First off, I know this might make a few people angry and a few might stop reading this post altogether, but “perfectionism” is not something someone suffers, it is just an excuse. Nothing more. Anybody who claims to be a “perfectionist” should also claim to be terrified to make mistakes, to loathe looking stupid and maybe not so keen on new experiences. A person who feels anxious and afraid most of the time and a person who does not really have a lot of faith in themselves. It is a wall we willingly build to try and hide our own fears and insecurities and lack of faith in our own abilities, but it is also a wall we build to try and contain those same fears and insecurities and lack of faith from contaminating the aspects of our lives that we do think we control and handle pretty well. (At least the parts of life we believe we can fake.)
This is personal knowledge. Hard-fought and hard-won personal knowledge. I am a perfectionist, and for most of my life I have believed it is a badge of honor to struggle mightily toward perfection. Even when ALL evidence points conclusively to the contrary.
It is my goal that every post I write has some sort of lesson or small bit of knowledge, at least I hope. But this post is more of an apology. I am sorry, Mr. Weinmann. Very, very sorry.
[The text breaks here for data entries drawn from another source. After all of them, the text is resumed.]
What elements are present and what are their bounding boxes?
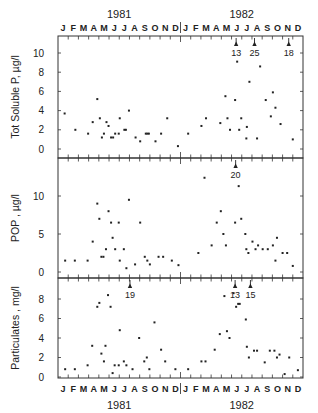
data-point (74, 260, 76, 262)
month-label: J (61, 23, 66, 33)
month-label: S (264, 23, 270, 33)
annotation-label: 13 (230, 290, 240, 300)
month-label: J (122, 23, 127, 33)
data-point (236, 61, 238, 63)
data-point (280, 123, 282, 125)
bottom-month-labels: JFMAMJJASONDJFMAMJJASOND (61, 383, 302, 394)
data-point (262, 248, 264, 250)
up-arrow-icon (248, 284, 252, 289)
month-label: O (274, 23, 281, 33)
data-point (282, 252, 284, 254)
month-label: M (202, 23, 210, 33)
data-point (103, 360, 105, 362)
month-label: A (131, 384, 138, 394)
month-label: F (71, 384, 77, 394)
month-label: J (61, 384, 66, 394)
month-label: D (172, 23, 179, 33)
data-point (264, 361, 266, 363)
data-point (200, 360, 202, 362)
month-label: S (142, 23, 148, 33)
data-point (259, 65, 261, 67)
month-label: J (122, 384, 127, 394)
data-point (187, 368, 189, 370)
annotation-label: 19 (125, 290, 135, 300)
data-point (251, 241, 253, 243)
month-label: A (213, 23, 220, 33)
month-label: A (131, 23, 138, 33)
month-label: A (90, 384, 97, 394)
data-point (284, 373, 286, 375)
data-point (245, 318, 247, 320)
month-label: J (112, 384, 117, 394)
data-point (273, 350, 275, 352)
data-point (219, 333, 221, 335)
up-arrow-icon (233, 284, 237, 289)
data-point (125, 364, 127, 366)
data-point (229, 337, 231, 339)
month-label: N (284, 384, 291, 394)
data-point (103, 133, 105, 135)
month-label: D (172, 384, 179, 394)
data-point (219, 122, 221, 124)
data-point (269, 350, 271, 352)
data-point (134, 263, 136, 265)
month-label: J (244, 384, 249, 394)
data-point (272, 91, 274, 93)
data-point (288, 357, 290, 359)
data-point (100, 353, 102, 355)
month-label: A (213, 384, 220, 394)
data-point (149, 263, 151, 265)
year-label-1982: 1982 (230, 8, 254, 20)
data-point (229, 129, 231, 131)
y-tick-label: 6 (38, 313, 44, 324)
data-point (187, 133, 189, 135)
off-scale-annotations: 13251820191315 (125, 38, 294, 300)
month-label: F (71, 23, 77, 33)
data-point (211, 244, 213, 246)
data-point (224, 95, 226, 97)
y-tick-label: 4 (38, 105, 44, 116)
data-point (128, 199, 130, 201)
data-point (245, 248, 247, 250)
data-point (118, 133, 120, 135)
data-point (256, 350, 258, 352)
data-point (255, 248, 257, 250)
month-label: M (100, 23, 108, 33)
data-point (238, 185, 240, 187)
data-point (98, 302, 100, 304)
data-point (110, 136, 112, 138)
data-point (234, 222, 236, 224)
data-point (235, 306, 237, 308)
data-point (74, 129, 76, 131)
data-point (297, 369, 299, 371)
month-label: M (223, 23, 231, 33)
data-point (92, 121, 94, 123)
y-tick-label: 6 (38, 86, 44, 97)
y-axis-labels: 0246810Tot Soluble P, µg/l0510POP , µg/l… (9, 48, 44, 383)
data-point (226, 330, 228, 332)
month-label: N (284, 23, 291, 33)
annotation-label: 13 (231, 48, 241, 58)
data-point (245, 137, 247, 139)
data-point (248, 357, 250, 359)
data-point (274, 107, 276, 109)
data-point (270, 115, 272, 117)
data-point (108, 210, 110, 212)
data-point (279, 354, 281, 356)
annotation-label: 18 (284, 48, 294, 58)
y-axis-title: POP , µg/l (9, 194, 21, 242)
up-arrow-icon (233, 164, 237, 169)
month-label: N (162, 23, 169, 33)
data-point (197, 252, 199, 254)
month-label: J (234, 384, 239, 394)
data-point (128, 110, 130, 112)
up-arrow-icon (287, 42, 291, 47)
up-arrow-icon (128, 284, 132, 289)
month-label: D (295, 23, 302, 33)
data-point (247, 252, 249, 254)
data-point (177, 145, 179, 147)
month-label: O (274, 384, 281, 394)
data-point (119, 260, 121, 262)
data-point (214, 349, 216, 351)
data-point (244, 233, 246, 235)
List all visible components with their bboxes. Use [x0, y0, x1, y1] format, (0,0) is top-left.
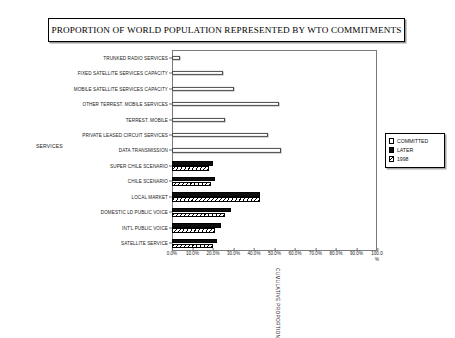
category-label: INT'L PUBLIC VOICE [122, 225, 168, 230]
legend-item[interactable]: 1998 [389, 155, 441, 164]
bar-row: FIXED SATELLITE SERVICES CAPACITY [0, 65, 455, 80]
bar-row: DOMESTIC LD PUBLIC VOICE [0, 205, 455, 220]
bar-committed [172, 102, 279, 106]
bar-later [172, 239, 217, 244]
x-axis-tick-mark [233, 248, 234, 251]
bar-committed [172, 71, 223, 75]
legend-label: COMMITTED [397, 138, 428, 144]
y-axis-title: SERVICES [36, 143, 63, 149]
x-axis-tick-label: 60.0% [289, 251, 302, 257]
bar-1998 [172, 213, 225, 218]
category-label: FIXED SATELLITE SERVICES CAPACITY [78, 71, 168, 76]
x-axis-tick-mark [356, 248, 357, 251]
category-label: OTHER TERREST. MOBILE SERVICES [82, 102, 168, 107]
bar-row: MOBILE SATELLITE SERVICES CAPACITY [0, 81, 455, 96]
category-label: TRUNKED RADIO SERVICES [103, 55, 168, 60]
category-label: TERREST. MOBILE [126, 117, 168, 122]
x-axis-tick-mark [336, 248, 337, 251]
chart-title-box: PROPORTION OF WORLD POPULATION REPRESENT… [48, 18, 405, 42]
bar-1998 [172, 182, 211, 187]
x-axis-tick-label: 50.0% [268, 251, 281, 257]
legend-label: LATER [397, 147, 413, 153]
x-axis-tick-label: 30.0% [227, 251, 240, 257]
bar-row: OTHER TERREST. MOBILE SERVICES [0, 96, 455, 111]
legend-label: 1998 [397, 156, 409, 162]
x-axis-tick-mark [254, 248, 255, 251]
page-title: PROPORTION OF WORLD POPULATION REPRESENT… [51, 25, 401, 35]
bar-row: CHILE SCENARIO [0, 174, 455, 189]
x-axis-tick-mark [192, 248, 193, 251]
bar-row: SATELLITE SERVICE [0, 236, 455, 251]
bar-row: INT'L PUBLIC VOICE [0, 220, 455, 235]
legend: COMMITTEDLATER1998 [385, 133, 445, 168]
x-axis-tick-mark [172, 248, 173, 251]
bar-1998 [172, 197, 260, 202]
x-axis-tick-mark [213, 248, 214, 251]
x-axis-tick-label: 90.0% [350, 251, 363, 257]
category-label: LOCAL MARKET [131, 194, 168, 199]
legend-item[interactable]: LATER [389, 146, 441, 155]
x-axis-tick-label: 20.0% [207, 251, 220, 257]
x-axis-tick-mark [274, 248, 275, 251]
bar-committed [172, 133, 268, 137]
category-label: SUPER CHILE SCENARIO [110, 163, 168, 168]
legend-swatch-icon [389, 138, 394, 143]
x-axis-tick-mark [295, 248, 296, 251]
x-axis-tick-label: 40.0% [248, 251, 261, 257]
category-label: DATA TRANSMISSION [119, 148, 168, 153]
legend-item[interactable]: COMMITTED [389, 137, 441, 146]
legend-swatch-icon [389, 147, 394, 152]
x-axis-title: CUMULATIVE PROPORTION [274, 268, 281, 338]
bar-1998 [172, 166, 209, 171]
bar-later [172, 161, 213, 166]
category-label: PRIVATE LEASED CIRCUIT SERVICES [82, 133, 168, 138]
x-axis-tick-label: 70.0% [309, 251, 322, 257]
bar-committed [172, 87, 234, 91]
x-axis-tick-label: 80.0% [330, 251, 343, 257]
category-label: MOBILE SATELLITE SERVICES CAPACITY [74, 86, 168, 91]
x-axis-ticks: 0.0%10.0%20.0%30.0%40.0%50.0%60.0%70.0%8… [172, 251, 377, 267]
bar-later [172, 223, 221, 228]
bar-later [172, 208, 231, 213]
bar-row: LOCAL MARKET [0, 189, 455, 204]
x-axis-tick-mark [377, 248, 378, 251]
bar-row: TRUNKED RADIO SERVICES [0, 50, 455, 65]
category-label: CHILE SCENARIO [128, 179, 168, 184]
bar-later [172, 177, 215, 182]
x-axis-tick-label: 10.0% [186, 251, 199, 257]
bar-committed [172, 117, 225, 121]
bar-row: TERREST. MOBILE [0, 112, 455, 127]
x-axis-tick-label: 0.0% [167, 251, 177, 257]
bar-committed [172, 56, 180, 60]
legend-swatch-icon [389, 156, 394, 161]
category-label: DOMESTIC LD PUBLIC VOICE [101, 210, 168, 215]
bar-later [172, 192, 260, 197]
bar-committed [172, 148, 281, 152]
bar-1998 [172, 228, 215, 233]
x-axis-tick-label: 100.0 % [371, 251, 382, 263]
category-label: SATELLITE SERVICE [121, 241, 168, 246]
x-axis-tick-mark [315, 248, 316, 251]
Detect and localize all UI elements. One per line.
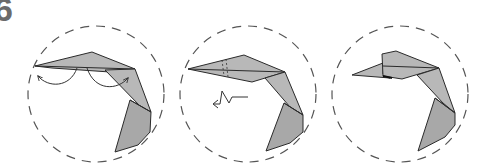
- pleat-arrow-left-icon: [214, 91, 248, 104]
- panel-1: [28, 26, 164, 162]
- curved-arrow-left-icon: [38, 68, 77, 84]
- zoom-circle: [180, 26, 316, 162]
- panel-3: [332, 26, 468, 162]
- origami-diagram: [0, 0, 495, 168]
- panel-2: [180, 26, 316, 162]
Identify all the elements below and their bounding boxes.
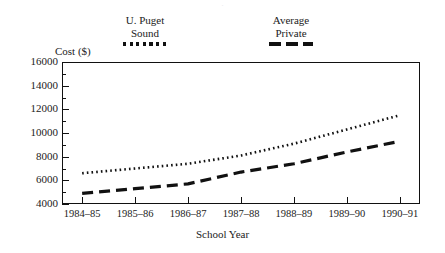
legend-label-line2: Private <box>248 27 334 40</box>
x-axis-tick-label: 1990–91 <box>365 208 435 219</box>
chart-page: · U. Puget Sound Average Private Cost ($… <box>0 0 445 253</box>
x-axis-tick <box>400 197 401 204</box>
legend-label-line2: Sound <box>102 27 188 40</box>
y-axis-title: Cost ($) <box>55 45 91 57</box>
y-axis-tick-minor <box>62 121 66 122</box>
legend-swatch-dotted-icon <box>123 42 167 46</box>
x-axis-tick <box>241 197 242 204</box>
y-axis-tick-major <box>62 157 69 158</box>
y-axis-tick-major <box>62 109 69 110</box>
y-axis-tick-major <box>62 204 69 205</box>
legend-item-u-puget-sound: U. Puget Sound <box>102 14 188 46</box>
y-axis-tick-minor <box>62 74 66 75</box>
y-axis-tick-major <box>62 180 69 181</box>
clipped-text-artifact: · <box>0 0 445 6</box>
x-axis-tick <box>294 197 295 204</box>
y-axis-tick-label: 10000 <box>4 126 58 138</box>
x-axis-tick <box>82 197 83 204</box>
legend-item-average-private: Average Private <box>248 14 334 46</box>
legend-label-line1: Average <box>248 14 334 27</box>
y-axis-tick-major <box>62 133 69 134</box>
y-axis-tick-minor <box>62 145 66 146</box>
y-axis-tick-major <box>62 86 69 87</box>
y-axis-tick-label: 14000 <box>4 79 58 91</box>
x-axis-tick <box>347 197 348 204</box>
y-axis-tick-major <box>62 62 69 63</box>
y-axis-labels: 40006000800010000120001400016000 <box>0 62 58 204</box>
y-axis-tick-minor <box>62 169 66 170</box>
legend-swatch-dashed-icon <box>269 42 313 46</box>
y-axis-tick-minor <box>62 98 66 99</box>
legend-label-line1: U. Puget <box>102 14 188 27</box>
plot-area <box>62 62 420 204</box>
x-axis-title: School Year <box>0 228 445 240</box>
y-axis-tick-label: 6000 <box>4 173 58 185</box>
x-axis-tick <box>135 197 136 204</box>
y-axis-tick-label: 12000 <box>4 102 58 114</box>
y-axis-tick-label: 16000 <box>4 55 58 67</box>
x-axis-tick <box>188 197 189 204</box>
y-axis-tick-label: 8000 <box>4 150 58 162</box>
y-axis-tick-minor <box>62 192 66 193</box>
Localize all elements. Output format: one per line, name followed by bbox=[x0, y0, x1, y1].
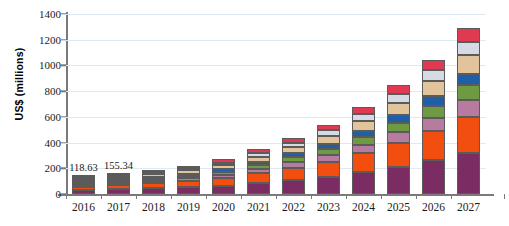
bar-segment-series-8[interactable] bbox=[457, 28, 480, 42]
x-axis-label-2027: 2027 bbox=[457, 201, 480, 213]
bar-segment-series-1[interactable] bbox=[317, 177, 340, 194]
bar-2018[interactable] bbox=[142, 170, 165, 194]
bar-segment-series-2[interactable] bbox=[317, 162, 340, 177]
bar-segment-series-1[interactable] bbox=[177, 187, 200, 194]
bar-segment-series-7[interactable] bbox=[352, 114, 375, 121]
bar-segment-series-4[interactable] bbox=[387, 123, 410, 133]
x-axis-tick-mark bbox=[66, 194, 67, 199]
bar-segment-series-1[interactable] bbox=[107, 189, 130, 194]
bar-segment-series-1[interactable] bbox=[457, 153, 480, 194]
bar-segment-series-1[interactable] bbox=[247, 183, 270, 194]
bar-segment-series-6[interactable] bbox=[457, 55, 480, 74]
y-axis-tick-mark bbox=[61, 65, 66, 66]
bar-segment-series-2[interactable] bbox=[387, 143, 410, 166]
bar-segment-series-3[interactable] bbox=[422, 118, 445, 132]
gridline bbox=[66, 40, 486, 41]
bar-segment-series-4[interactable] bbox=[352, 137, 375, 145]
bar-2023[interactable] bbox=[317, 125, 340, 194]
bar-2027[interactable] bbox=[457, 28, 480, 194]
bar-segment-series-2[interactable] bbox=[212, 178, 235, 185]
x-axis-label-2021: 2021 bbox=[247, 201, 270, 213]
bar-segment-series-2[interactable] bbox=[422, 131, 445, 160]
bar-segment-series-7[interactable] bbox=[387, 94, 410, 102]
x-axis-label-2020: 2020 bbox=[212, 201, 235, 213]
bar-segment-series-3[interactable] bbox=[457, 100, 480, 117]
x-axis-tick-mark bbox=[451, 194, 452, 199]
bar-segment-series-2[interactable] bbox=[282, 168, 305, 180]
bar-segment-series-2[interactable] bbox=[457, 117, 480, 153]
x-axis-label-2022: 2022 bbox=[282, 201, 305, 213]
x-axis-tick-mark bbox=[101, 194, 102, 199]
bar-segment-series-3[interactable] bbox=[387, 132, 410, 143]
y-axis-tick-mark bbox=[61, 13, 66, 14]
bar-segment-series-5[interactable] bbox=[422, 96, 445, 105]
y-axis-tick-label: 200 bbox=[45, 162, 62, 174]
bar-segment-series-1[interactable] bbox=[352, 172, 375, 194]
y-axis-tick-label: 1400 bbox=[39, 8, 61, 20]
bar-2017[interactable]: 155.34 bbox=[107, 173, 130, 194]
bar-2026[interactable] bbox=[422, 60, 445, 194]
y-axis-tick-mark bbox=[61, 90, 66, 91]
x-axis-label-2016: 2016 bbox=[72, 201, 95, 213]
bar-value-label-2016: 118.63 bbox=[69, 162, 98, 173]
y-axis-tick-mark bbox=[61, 142, 66, 143]
bar-segment-series-8[interactable] bbox=[352, 107, 375, 114]
y-axis-tick-label: 600 bbox=[45, 111, 62, 123]
x-axis-tick-mark bbox=[206, 194, 207, 199]
bar-value-label-2017: 155.34 bbox=[104, 160, 133, 171]
x-axis-tick-mark bbox=[381, 194, 382, 199]
bar-2016[interactable]: 118.63 bbox=[72, 175, 95, 194]
y-axis-tick-mark bbox=[61, 39, 66, 40]
bar-segment-series-1[interactable] bbox=[212, 186, 235, 194]
y-axis-tick-mark bbox=[61, 168, 66, 169]
x-axis-tick-mark bbox=[136, 194, 137, 199]
bar-2025[interactable] bbox=[387, 85, 410, 194]
bar-segment-series-1[interactable] bbox=[282, 180, 305, 194]
bar-segment-series-1[interactable] bbox=[387, 167, 410, 194]
x-axis-label-2025: 2025 bbox=[387, 201, 410, 213]
bar-segment-series-3[interactable] bbox=[352, 145, 375, 154]
y-axis-tick-mark bbox=[61, 116, 66, 117]
bar-segment-series-1[interactable] bbox=[422, 160, 445, 194]
x-axis-label-2026: 2026 bbox=[422, 201, 445, 213]
y-axis-tick-label: 400 bbox=[45, 137, 62, 149]
bar-segment-series-6[interactable] bbox=[317, 136, 340, 144]
bar-segment-series-6[interactable] bbox=[352, 121, 375, 131]
x-axis-tick-mark bbox=[504, 194, 505, 199]
bar-segment-series-8[interactable] bbox=[387, 85, 410, 94]
bar-2021[interactable] bbox=[247, 149, 270, 194]
bar-segment-series-2[interactable] bbox=[247, 173, 270, 183]
y-axis-tick-label: 1000 bbox=[39, 59, 61, 71]
y-axis-title: US$ (millions) bbox=[13, 34, 25, 134]
x-axis-label-2024: 2024 bbox=[352, 201, 375, 213]
bar-segment-series-4[interactable] bbox=[457, 85, 480, 100]
bar-2022[interactable] bbox=[282, 138, 305, 194]
y-axis-tick-label: 1200 bbox=[39, 34, 61, 46]
x-axis-label-2019: 2019 bbox=[177, 201, 200, 213]
x-axis-tick-mark bbox=[311, 194, 312, 199]
bar-segment-series-1[interactable] bbox=[142, 188, 165, 194]
bar-segment-series-5[interactable] bbox=[387, 115, 410, 123]
x-axis-label-2017: 2017 bbox=[107, 201, 130, 213]
x-axis-tick-mark bbox=[416, 194, 417, 199]
bar-segment-series-1[interactable] bbox=[72, 190, 95, 194]
bar-segment-series-4[interactable] bbox=[422, 106, 445, 118]
bar-segment-series-5[interactable] bbox=[457, 74, 480, 86]
x-axis-label-2018: 2018 bbox=[142, 201, 165, 213]
bar-2019[interactable] bbox=[177, 166, 200, 194]
bar-2020[interactable] bbox=[212, 159, 235, 194]
bar-segment-series-2[interactable] bbox=[352, 153, 375, 172]
x-axis-tick-mark bbox=[276, 194, 277, 199]
plot-area: 0200400600800100012001400118.63155.34 bbox=[66, 14, 486, 194]
x-axis-tick-mark bbox=[171, 194, 172, 199]
bar-2024[interactable] bbox=[352, 107, 375, 194]
bar-segment-series-6[interactable] bbox=[387, 103, 410, 116]
bar-segment-series-7[interactable] bbox=[422, 70, 445, 80]
bar-segment-series-6[interactable] bbox=[422, 81, 445, 97]
x-axis-label-2023: 2023 bbox=[317, 201, 340, 213]
x-axis-tick-mark bbox=[346, 194, 347, 199]
bar-segment-series-7[interactable] bbox=[457, 42, 480, 55]
bar-segment-series-3[interactable] bbox=[317, 155, 340, 162]
x-axis-tick-mark bbox=[241, 194, 242, 199]
bar-segment-series-8[interactable] bbox=[422, 60, 445, 71]
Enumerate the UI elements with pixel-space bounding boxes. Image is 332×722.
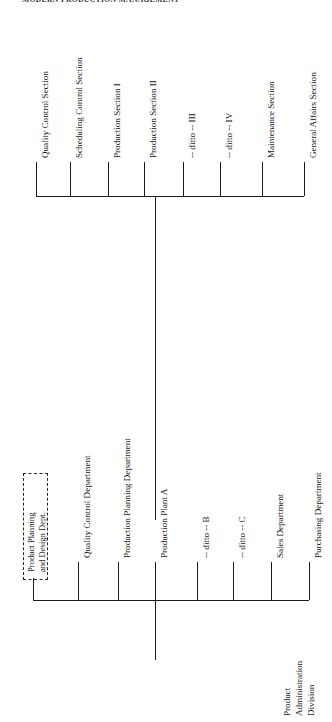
level2-spine [36,196,304,197]
diagram-page: MODERN PRODUCTION MANAGEMENT Product Adm… [0,0,332,722]
connector-n6 [233,562,234,600]
level2-label-m3: Production Section I [112,83,124,158]
riser-to-level2 [155,196,156,520]
level2-label-m8: General Affairs Section [308,72,320,158]
level1-label-n1-line2: and Design Dept. [37,512,47,572]
connector-m4 [144,162,145,196]
level1-label-n5: -- ditto -- B [201,516,213,558]
level2-label-m5: -- ditto -- III [187,113,199,158]
level2-label-m7: Maintenance Section [266,81,278,158]
level1-label-n1-line1: Product Planning [26,513,36,572]
level1-label-n2: Quality Control Department [82,455,94,558]
connector-n8 [309,562,310,600]
level1-label-n8: Purchasing Department [313,472,325,558]
connector-n4 [155,562,156,600]
level2-label-m1: Quality Control Section [40,71,52,158]
connector-m1 [36,162,37,196]
connector-n5 [197,562,198,600]
root-stem [155,600,156,660]
connector-m2 [70,162,71,196]
level1-spine [33,600,309,601]
connector-m3 [108,162,109,196]
level1-label-n6: -- ditto -- C [237,516,249,558]
connector-n7 [271,562,272,600]
connector-m6 [220,162,221,196]
connector-m8 [304,162,305,196]
level2-label-m6: -- ditto -- IV [224,113,236,158]
connector-n2 [78,562,79,600]
level2-label-m4: Production Section II [148,80,160,158]
level1-label-n4: Production Plant A [159,489,171,558]
connector-m5 [183,162,184,196]
connector-n3 [118,562,119,600]
connector-m7 [262,162,263,196]
connector-n1 [33,578,34,600]
level1-label-n1: Product Planningand Design Dept. [26,472,46,572]
level2-label-m2: Scheduling Control Section [74,57,86,158]
level1-label-n3: Production Planning Department [122,438,134,558]
running-head: MODERN PRODUCTION MANAGEMENT [22,0,179,4]
root-node-label: Product Administration Division [281,620,317,716]
level1-label-n7: Sales Department [275,494,287,558]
In 7th grade Social Studies, we were assigned our very first research paper. Mr. Weinmann was my teacher and he was awesome! I loved the way he taught and I looked forward to his classes. But a research paper? In 7th grade? Dang, that definitely took away some of the joy. We were given the rubric for the reasearch paper at the beginning of the semester and we had the whole semester to finish the final copy. We were to check in throughout the semester to make sure we were on track, but in the end, our final copy was our responsibility! It was also a HUGE percentage of our grade!
I did not do the research paper. I received an “A” in Mr. Weinmann’s Social Studies class.
I did not know how to do a research paper. Even if I tried, it would not be that good. If I could not get an “A” on something, what was the use of trying? What if Mr. Weinmann read my research paper and realized that I was not as smart as I pretended to be? What if it was not “perfect”? What if I tried and failed?
These are only some of the thoughts that caused me to procrastinate. But they were enough. More than enough in this case and so many others in my life. And the crazy thing about procrastination is that eventually it DOES give you an excuse. It did for me back then, and if I let it, it will for me now. Eventually, there was too much work!
In my 7th grade mind, and even today is some ways, I could not REALLY fail if I did not try. Because I was such a good student in every other way, I somehow convinced Mr. Weinmann that I did hand in a research paper and that he somehow had lost it.
Mr. Weinmann suffered because I was too scared to try. I was too scared to even begin. I have suffered every day since. I am sorry, Mr. Weinmann. I am very, very sorry.